The Specials: Specials Edition

The Specials: Specials Edition

When The Specials was released in a handful of theaters in 2000, the superhero genre was at low ebb. The once-vaunted Superman and Batman series were locked in a state of suspended animation, having lapsed into camp in their later installments, and Mystery Men had just belly-flopped, suggesting that the public's appetite for quirky comedies about second-rate superhero teams was limited at best. Five years later, however, the genre has experienced a spectacular comeback, as two of last year's most satisfying blockbusters (Spider-Man 2 and The Incredibles) exploited the juxtaposition of the superhuman and the mundane that lurks at the heart of The Specials' humor.

The timing couldn't be better for the DVD release of The Specials. A superhero movie nearly devoid of superheroics, not to mention special effects, the film documents the angst and ennui of the Specials, the "sixth or seventh" greatest superhero team in the world. Less an action flick than an inaction movie, the shaggy comedy follows a group of misfits imbued with a questionable and wildly eclectic assortment of superpowers (including the lamentable ability to lay eggs) as they talk, brood, and unsteadily navigate a series of personal and professional crises. While contemplating abandoning the glory of superhero life for the security of private-sector work, clean-cut leader Thomas Haden Church tries to salvage his failing marriage to Paget Brewster. Faded heartthrob Rob Lowe ponders joining a hotter superhero team, while profane, hard-living Jamie Kennedy tries to live down his dark past as a supervillain and unsuccessfully hits on the Specials' female members. The team's future seems to rely heavily on the success of a signature line of action figures, but their hopes die a bleak, instant death when they watch a commercial for the figures that gets their powers, personalities, accessories, and even their skin color wrong. Worse still, one of the figures inexplicably boasts the face of Richard Dawson, just one of the bizarre, random details that makes the faux-commercial's dead-on spoof of the manic, Pixie Stick-addled hard sell of kiddie ads so hilarious.

On a surprisingly candid and bitter commentary track, screenwriter/co-star James Gunn, who went on to pen the blockbusters Scooby-Doo and Dawn Of The Dead, criticizes first-time director Craig Mazin for pitching the comedy too broad, but the film is more deadpan than Gunn makes it out to be. Like The Incredibles, Mazin and Gunn's movie manages to eke a surprising amount of pathos out of its superheroes' pain. Church's character, for one, functions as a clueless buffoon, but like Ronald Reagan, he seems to genuinely believe in his windy platitudes, and there's poignancy in the gulf between his lofty values and the glum realities of his life and career. Shot quickly and cheaply with a deft cast heavy on TV also-rans, The Specials is the weird little sleeper Mystery Men should have been, a darkly funny portrait of wayward superhumans at their least super and most human.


### Work request
Copy every entry below exactly, and keep out the pictures.

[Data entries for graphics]

+--

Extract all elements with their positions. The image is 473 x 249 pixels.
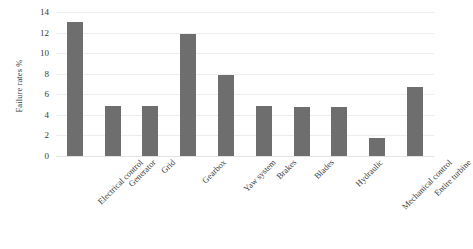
bar bbox=[369, 138, 385, 157]
x-axis-tick-label: Gearbox bbox=[201, 158, 229, 186]
x-axis-tick-label: Hydraulic bbox=[354, 158, 385, 189]
bar bbox=[256, 106, 272, 156]
y-axis-tick-label: 6 bbox=[45, 90, 50, 99]
y-axis-tick-label: 14 bbox=[40, 8, 49, 17]
bar-slot bbox=[321, 12, 359, 156]
bar bbox=[142, 106, 158, 156]
bar-series bbox=[56, 12, 434, 156]
bar-slot bbox=[283, 12, 321, 156]
y-axis-tick-label: 12 bbox=[40, 28, 49, 37]
x-axis-tick-labels: Electrical controlGeneratorGridGearboxYa… bbox=[56, 158, 434, 248]
x-axis-tick-label: Brakes bbox=[275, 158, 299, 182]
bar bbox=[331, 107, 347, 156]
bar bbox=[105, 106, 121, 156]
bar-slot bbox=[245, 12, 283, 156]
y-axis-tick-label: 8 bbox=[45, 69, 50, 78]
bar bbox=[180, 34, 196, 156]
bar bbox=[294, 107, 310, 156]
plot-area: 02468101214 bbox=[56, 12, 434, 156]
y-axis-tick-label: 4 bbox=[45, 110, 50, 119]
x-axis-tick-label: Grid bbox=[159, 158, 177, 176]
bar bbox=[67, 22, 83, 156]
bar-slot bbox=[396, 12, 434, 156]
y-axis-tick-label: 0 bbox=[45, 152, 50, 161]
bar bbox=[407, 87, 423, 156]
bar-slot bbox=[132, 12, 170, 156]
bar-slot bbox=[56, 12, 94, 156]
x-axis-tick-label: Yaw system bbox=[242, 158, 278, 194]
bar-slot bbox=[358, 12, 396, 156]
y-axis-tick-label: 2 bbox=[45, 131, 50, 140]
bar-slot bbox=[207, 12, 245, 156]
y-axis-title: Failure rates % bbox=[14, 36, 28, 136]
y-axis-tick-label: 10 bbox=[40, 49, 49, 58]
bar bbox=[218, 75, 234, 156]
bar-slot bbox=[94, 12, 132, 156]
x-axis-tick-label: Blades bbox=[313, 158, 336, 181]
bar-slot bbox=[169, 12, 207, 156]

+--

### Finished task
Extract all elements with their positions. The image is 473 x 249 pixels.
bar bbox=[369, 138, 385, 157]
x-axis-tick-label: Gearbox bbox=[201, 158, 229, 186]
x-axis-tick-label: Hydraulic bbox=[354, 158, 385, 189]
bar bbox=[256, 106, 272, 156]
y-axis-tick-label: 6 bbox=[45, 90, 50, 99]
y-axis-tick-label: 14 bbox=[40, 8, 49, 17]
bar-slot bbox=[321, 12, 359, 156]
bar bbox=[142, 106, 158, 156]
bar-series bbox=[56, 12, 434, 156]
bar-slot bbox=[283, 12, 321, 156]
y-axis-tick-label: 12 bbox=[40, 28, 49, 37]
x-axis-tick-labels: Electrical controlGeneratorGridGearboxYa… bbox=[56, 158, 434, 248]
x-axis-tick-label: Brakes bbox=[275, 158, 299, 182]
bar bbox=[331, 107, 347, 156]
bar bbox=[105, 106, 121, 156]
bar-slot bbox=[245, 12, 283, 156]
y-axis-tick-label: 8 bbox=[45, 69, 50, 78]
bar bbox=[180, 34, 196, 156]
bar bbox=[294, 107, 310, 156]
plot-area: 02468101214 bbox=[56, 12, 434, 156]
y-axis-tick-label: 4 bbox=[45, 110, 50, 119]
x-axis-tick-label: Grid bbox=[159, 158, 177, 176]
bar bbox=[67, 22, 83, 156]
bar-slot bbox=[396, 12, 434, 156]
y-axis-tick-label: 0 bbox=[45, 152, 50, 161]
bar bbox=[407, 87, 423, 156]
bar-slot bbox=[132, 12, 170, 156]
bar-slot bbox=[56, 12, 94, 156]
x-axis-tick-label: Yaw system bbox=[242, 158, 278, 194]
bar-slot bbox=[358, 12, 396, 156]
y-axis-tick-label: 2 bbox=[45, 131, 50, 140]
bar-slot bbox=[207, 12, 245, 156]
y-axis-title: Failure rates % bbox=[14, 36, 28, 136]
y-axis-tick-label: 10 bbox=[40, 49, 49, 58]
bar bbox=[218, 75, 234, 156]
bar-slot bbox=[94, 12, 132, 156]
x-axis-tick-label: Blades bbox=[313, 158, 336, 181]
bar-slot bbox=[169, 12, 207, 156]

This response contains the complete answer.